Executive Summary:
On October 3, 2006, asteroid (25) Phocaea occulted the bright star SAO 108610. I set up to observe the event from the RIT Observatory:
Latitude +43.0758 degrees North = +43:04:33 Longitude 77.6647 degrees West of Greenwich = 77:39:53 W Altitude 168 meters Meade LX200GPS 12-inch f/10 Schmidt-Cassegrain telescope PC164C CCD video camera Kiwi OSD GPS video time inserter Garmin 16 GPS random old VCR
The conditions were good, but I saw no dip in brightness on the TV monitor at the predicted time. Later, I fed one minute of video around the predicted time through a Canopus ADVC 110 to digitize it. When I analyzed the individual frames, I found a strange light curve:
There is certainly no dip, so this confirms my conclusion that there was no occultation. The spikes in brightness are wierd. Note that the brightness of the sky mirrors that of the star, which rules out the passage of thin clouds as an explanation: they would make the star dimmer and the sky brighter.
My guess is that these variations are due to changes in the gain of the camera, but I don't know why the gain should have been changing so much ....
Brad Timerson made a video record of the event from his location in Newark, NY:
Latitude: 43 d 00 m 24.0 s North Longitude: 77 d 07 m 06.0 s West Altitude: 144 m + 51 km from the predicted path
Brad sent me a (possibly low-quality) digitized copy of his video record, so that I might do an independent analysis of the event. Here's a sample frame from the movie. Note the compression artifacts. The target is the bright object at the center. You can see a faint comparison star near the top right corner.
The bright target star is saturated when it is not being occulted, as this radial profile shows:
That means that our photometry will underestimate the actual brightness of the unocculted star, and so underestimate the depth of any occultations.
I followed my usual procedure:
I decided that the large, 10-pixel radius yielded the best results. Here are my light curves of the target star and the comparison star from the entire movie clip.
Now let's look at a closeup around the time of the occultation. I multiply the measurements of the comparison star by a factor of 15 so that they run through the middle of the graph.
There are two clear events: a long first disappearance, followed by a brief second dip. Of the four changes, three occur very quickly (lasting only 1 or 2 frames), but the second disappearance is more gradual (lasting 4 or 5 frames).
The pattern here is very similar to that measured by Brad Timerson with the LiMovie software. Every little rise and fall is mirrored in the two independent analyses:
Well -- almost. On the graph above, I show in blue the difference between the two measurements of the target star, frame by frame. Around frame 640, the differences change from a smooth curve to a jagged one. Why? Because my light curve falls one frame behind Brad's. Note how both light curves agree exactly on the time of D1, but the red curve lags behind by one frame for the other three events.
If I insert one dummy value at frame 640 into my light curve, pushing all the others ahead by one frame, then the difference remains smooth and the curves remain in sync for the entire clip:
The question is: where did the extra frame go? Did an error occur when I broke the movie clip into frames (dropping one around 640), or did it occur when Brad broke his original clip into frames (adding one extra around 640)? The answer is I don't know (though I suspect the error is mine).
If the video had a time inserted into it, then the timestamps would reveal where a frame was dropped, or added. If the video had an audio track with regular, frequent time signals, one might be able to find the extra (or missing) frame by counting carefully between the time signals. But, with the information at hand, it's really hard to know what happened.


TASK TO CARRY OUT
Transcribe only what runs from the line containing "Search the screen" through the final line below, exactly, and leave every picture out.

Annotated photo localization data
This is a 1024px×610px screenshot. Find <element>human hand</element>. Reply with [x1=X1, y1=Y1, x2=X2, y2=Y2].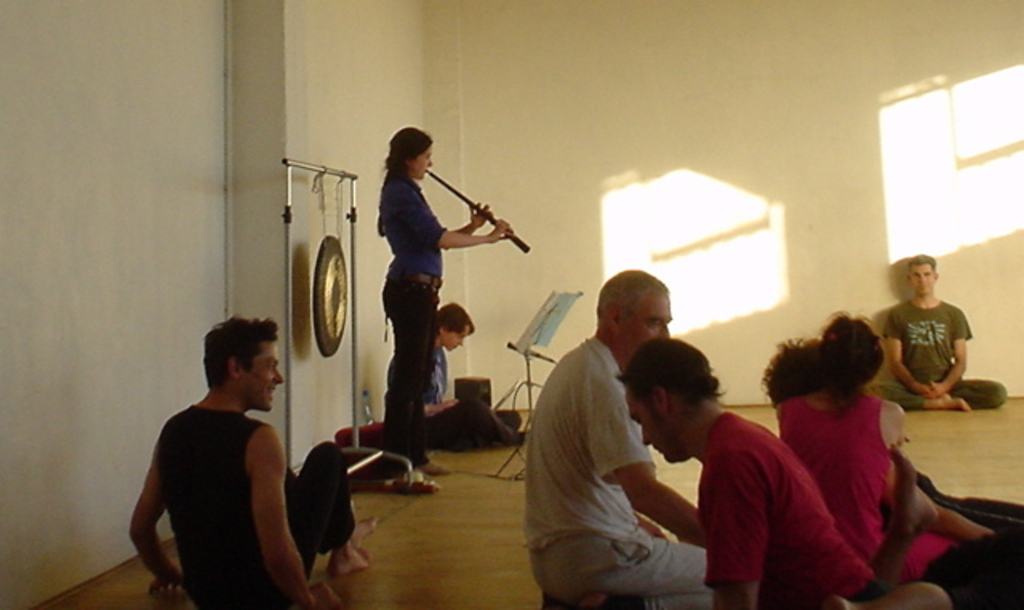
[x1=309, y1=586, x2=336, y2=608].
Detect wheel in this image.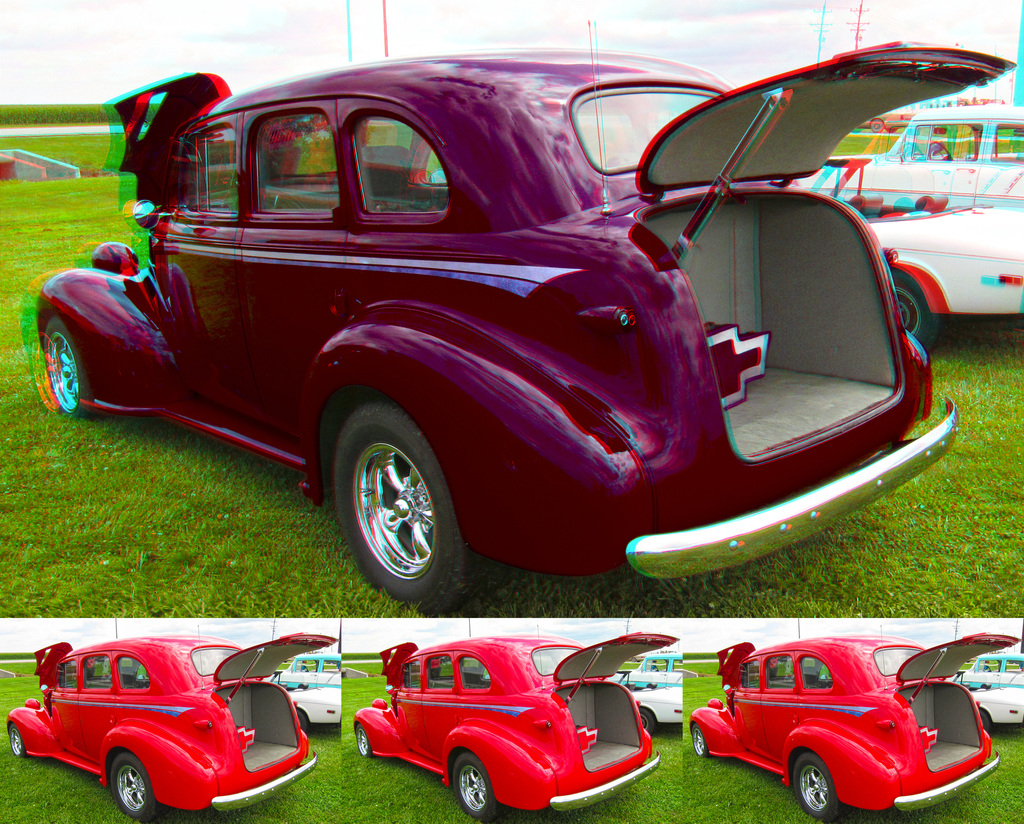
Detection: l=693, t=726, r=708, b=759.
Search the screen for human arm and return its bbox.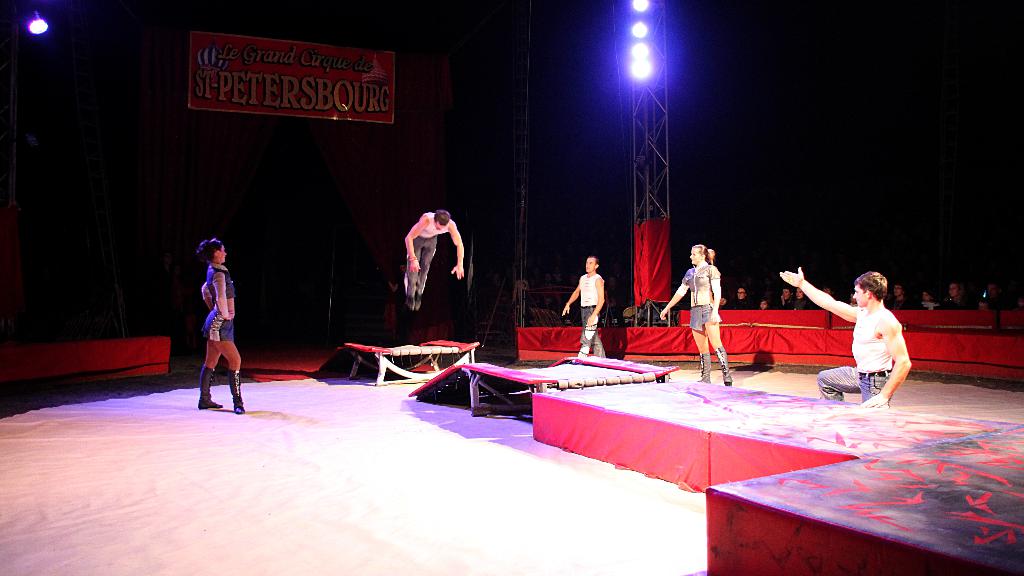
Found: [left=448, top=217, right=468, bottom=281].
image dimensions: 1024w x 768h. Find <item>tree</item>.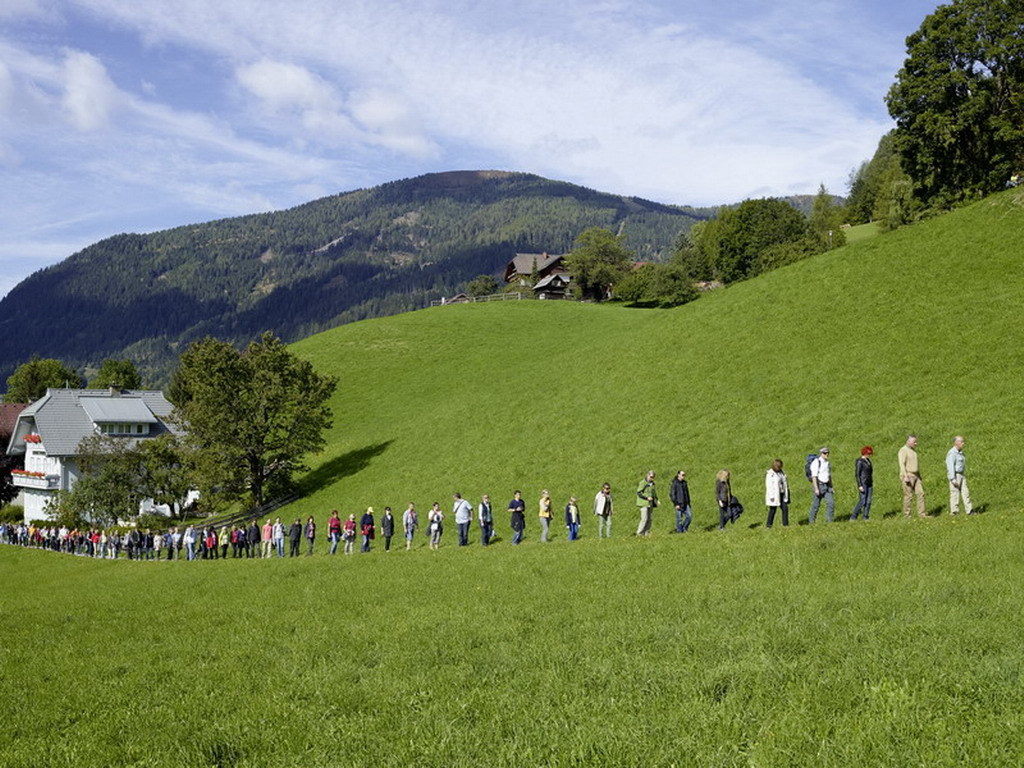
882, 0, 1023, 217.
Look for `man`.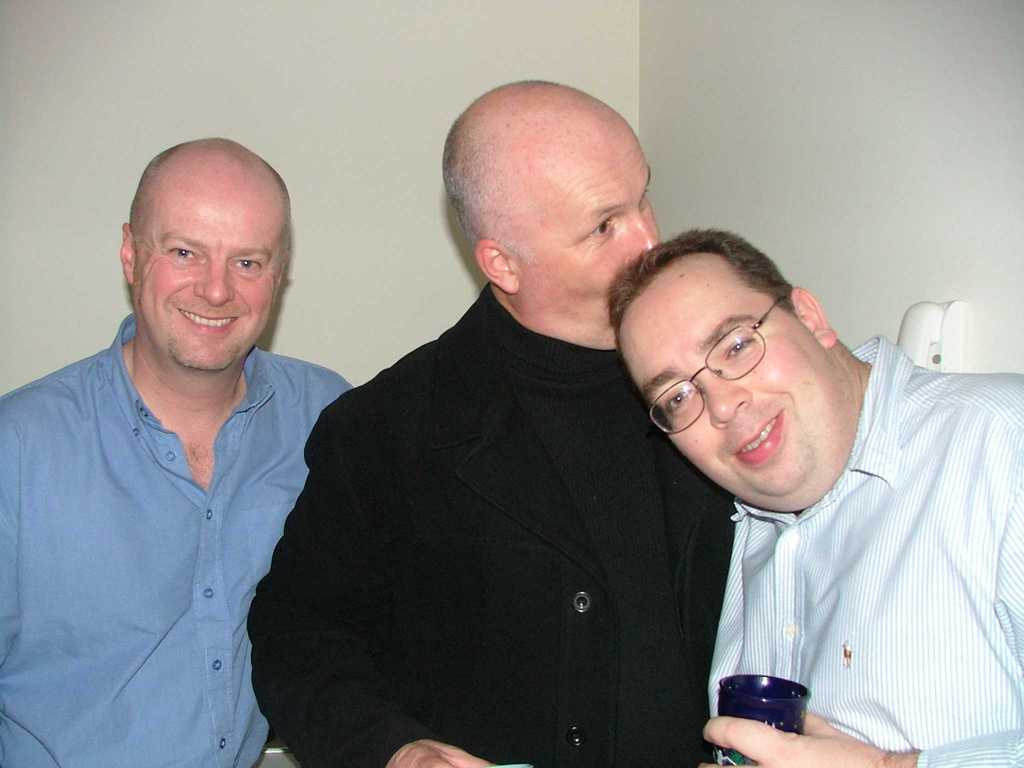
Found: (250,79,742,767).
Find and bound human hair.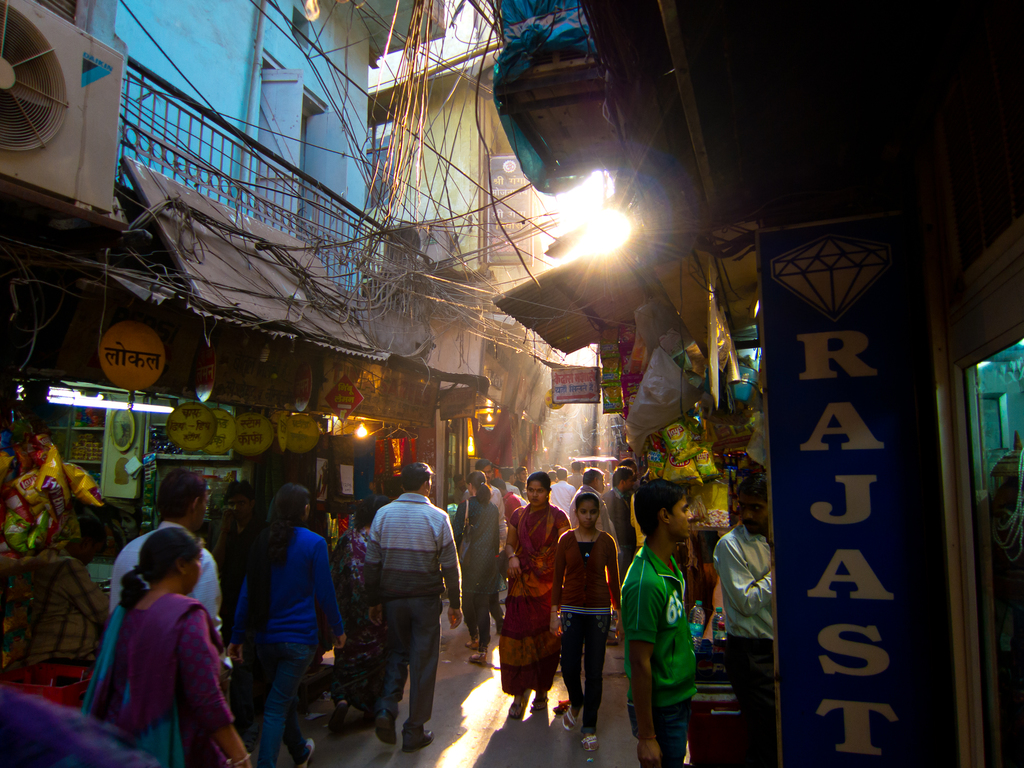
Bound: l=473, t=456, r=490, b=469.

EXPECTED ANSWER
Search the screen for human arm and return its bbox.
Found: [left=448, top=217, right=468, bottom=281].
image dimensions: 1024w x 768h. Find <item>tree</item>.
882, 0, 1023, 217.
Look for `man`.
Found: (250,79,742,767).
Find and bound human hair.
Bound: l=473, t=456, r=490, b=469.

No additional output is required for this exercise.